[We are pleased to have received the following press release from the Public Information Office of the Supreme Court of the United States.]
Matthew A. Axtell has been selected as the 2014-2015 Supreme Court Fellow assigned to the Federal Judicial Center. He comes to the Supreme Court Fellows Program from the New York University School of Law, where he served as the Samuel I. Golieb Fellow in Legal History for the 2013-2014 academic year.
The Supreme Court Fellows Program was created in 1973 by the late Chief Justice Warren E. Burger to provide promising individuals with a first-hand understanding of the federal government, in particular, the judicial branch. In the words of Chief Justice John G. Roberts, Jr., the program offers “a unique opportunity for exceptional individuals to contribute to the administration of justice at the national level.”
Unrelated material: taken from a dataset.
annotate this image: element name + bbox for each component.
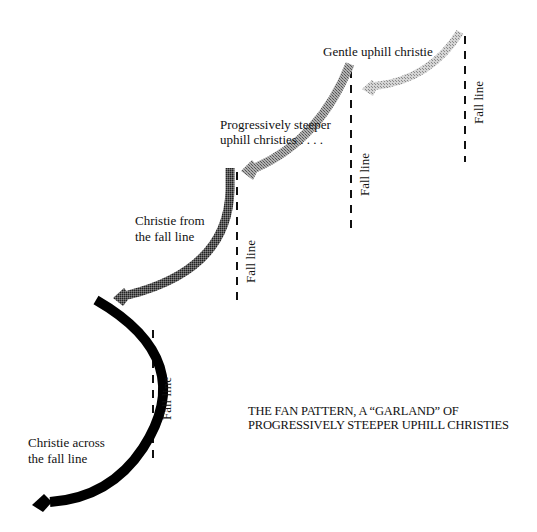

Each year fellows work with top officials in the judicial branch of government. With assignments at the Supreme Court, the Federal Judicial Center, the Administrative Office of the U. S. Courts, and the U. S. Sentencing Commission, fellows have been involved in various projects examining the federal judicial process and seeking, proposing, and implementing solutions to problems in the administration of justice.
Axtell will spend his fellowship year in the History Division of the Federal Judicial Center. His fellowship begins in the fall.
Following law school, Axtell worked as an assistant counsel for environmental law for the U.S. Army Corps of Engineers and then as an environmental law associate for Vinson & Elkins LLP in Washington, D.C. Axtell is currently a doctoral candidate in Princeton University’s history department, focusing primarily on how legal concepts and actors have shaped, and been shaped by, markets, property relations, geography, and economic reasoning. He has published widely on issues of environmental law and American legal history and is the recipient of various research fellowships and grants including those from the Harvard Business School, the Smithsonian Institution, the Kentucky Historical Society, the Filson Historical Society, Indiana University, and the Institute for New Economic Thinking. In 2013, Axtell was named a William Nelson Cromwell Fellow by the American Society for Legal History and a Kathryn T. Preyer Scholar.
Axtell earned a B.A. in history, with highest honors, from the University of California at Berkeley in 1998, a J.D. from the University of Virginia School of Law in 2002, where he won the Traynor Price for Best Writing, and an M.A. in history from Princeton University, with distinction, in 2010.
The Supreme Court Fellows are selected by a commission composed of nine members selected by the Chief Justice of the United States.